While we were eating dinner, we heard a loud beating of wings and looked out of the window at John and Jenny's loquat tree. Here's what we saw:

Two kereru - native NZ pigeons. Just beautiful!
Sunset:

And that evening, the sunset was lovely:
I took this from our bedroom - the view to the west over Jillian's place. Aaahhh!
This beautiful hollyhock is growing against our shed - I love the colour.

Friday, 28 December 2018

A walk on the beach

On a hot but a bit blustery day, which happened to be our 44th wedding anniversary, (13 December) we went for a walk along Waikanae Beach. It was lovely to be walking in the breeze, keeping cool while in the sunshine - I am not sure if you know that I do not like the heat much ...

A lot of people go for walks along the beach, and even though there were quite a few people along the span of the beach, it is so long that it almost never feels crowded - in fact, it feels positively spaciously empty. That is a prerequisite for being on an NZ beach - ask any Kiwi that you know, and you will get that same response! Go on, give it a go, and see if I am right.

We met a man who grew up in the UK who has lived in NZ for a long time - he had the usual british complaint about immigrants - Poles this time in the area of Luton shopping centre. Note to self: I MUST remember NOT to engage formerly English people in conversation because of the fear of having to rebut their arguments about how full the UK is of people who weren't born there. What these people don't seem to understand is that they are living in NZ (and other places in the world) as ex-pats, i.e. immigrants. DO THEY NOT SEE THE IRONY???

Anyway, back to the man - we started to speak with him in the main because of his dog - an ageing and totally blind (the most obvious cataracts I have ever seen) labrador. The dog was happy as a sandboy, and as long as she could smell and hear her owner, she wandered around - down to the water and back. When we spoke to her, she came to us - given her blindness, she would walk right into our legs - and therefore on to our feet! Dog claws are sharp ...

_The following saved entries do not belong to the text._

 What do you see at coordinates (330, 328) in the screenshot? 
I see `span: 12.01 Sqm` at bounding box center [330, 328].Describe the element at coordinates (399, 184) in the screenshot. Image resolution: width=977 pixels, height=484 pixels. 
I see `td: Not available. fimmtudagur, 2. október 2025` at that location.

So some photos of the lovely Waikanae Beach:

44 years and still together - a testament to the stoicism of us both ...

All day, the forecast had been saying it was going to rain. The clouds were coming in from the east, but it was lovely on the beach. See how empty it is - there is only one other person on the beach, away in the distance!

Part of Kapiti Island - doesn't look far away, but it is really. Kapiti Island is a Dept of Conservation (DOC) sanctuary: no predators, so that means no possums, no goats, no stoats, no rats. Therefore it is a bird sanctuary. We are planning to go there for a DOC accompanied visit this summer.
That evening, we went out for dinner to Maison 8, a local restaurant. Lovely food. By the time we left the restaurant, the promised rain had started - so walking home we got rather wet ...

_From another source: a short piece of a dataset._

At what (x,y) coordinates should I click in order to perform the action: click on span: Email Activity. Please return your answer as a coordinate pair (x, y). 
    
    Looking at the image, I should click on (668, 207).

Thursday, 27 December 2018

The last of the parents' generation is gone

We stayed on a couple of days more in Turangi with Judy and Jim, so we could spent some time catching up with Denny and Cheryl whom we had known many years ago when the four of us were teaching in Wanganui. Denny and Cheryl came up in their bus, recently purchased and tidied up by Denny. It is a beauty and I hope they venture down here to park it in our driveway for a visit!

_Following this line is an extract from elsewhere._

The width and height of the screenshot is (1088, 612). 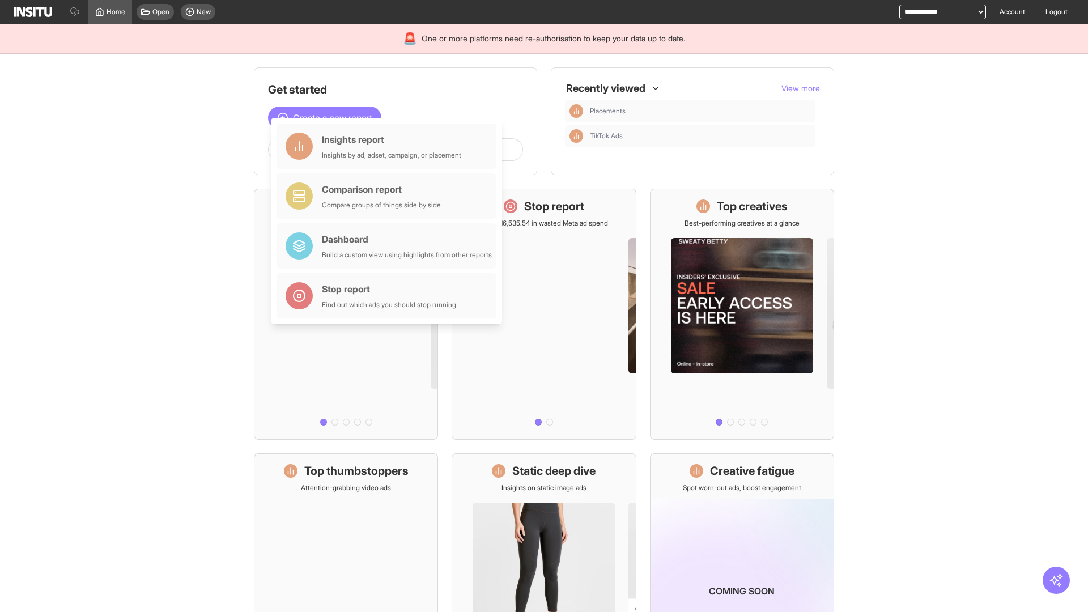 I want to click on span: Home, so click(x=116, y=12).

Denny is a dab hand at fixing anything - unlike David and me who do not have that expertise and are daunted by the complexities of any of the tasks involved. So they were able to buy a secondhand bus with the confidence they could make it into a fabulous vehicle - we have to start with the fabulous one and then hope it stays that way!

So we left them after a visit to Tokaanu. We had hidden in a Tokaanu back street (there is only one!) while discussing which way to go - plans were fluid, obviously... We were spotted by the Tulloch/Meyer team so followed them to Motuopa to have lunch, but the prices were too high for all of the pensioners, so David and I spent a night at Taupo Airport at the NZMCA camp while we tried to make up our minds what to do and where to go.

That afternoon, though, we had a call from David's sister Ginny to tell us that his Auntie Georgina (96) was not expected to last too much longer - a few days to a week. As David wanted to go and see her, we decided to make our way home earlier than planned. Overnight we decided we would head down the Forgotten World Highway and spend one more night away from home, but with a message in to Georgie's oldest son, Frank, to find out if her condition had changed overnight.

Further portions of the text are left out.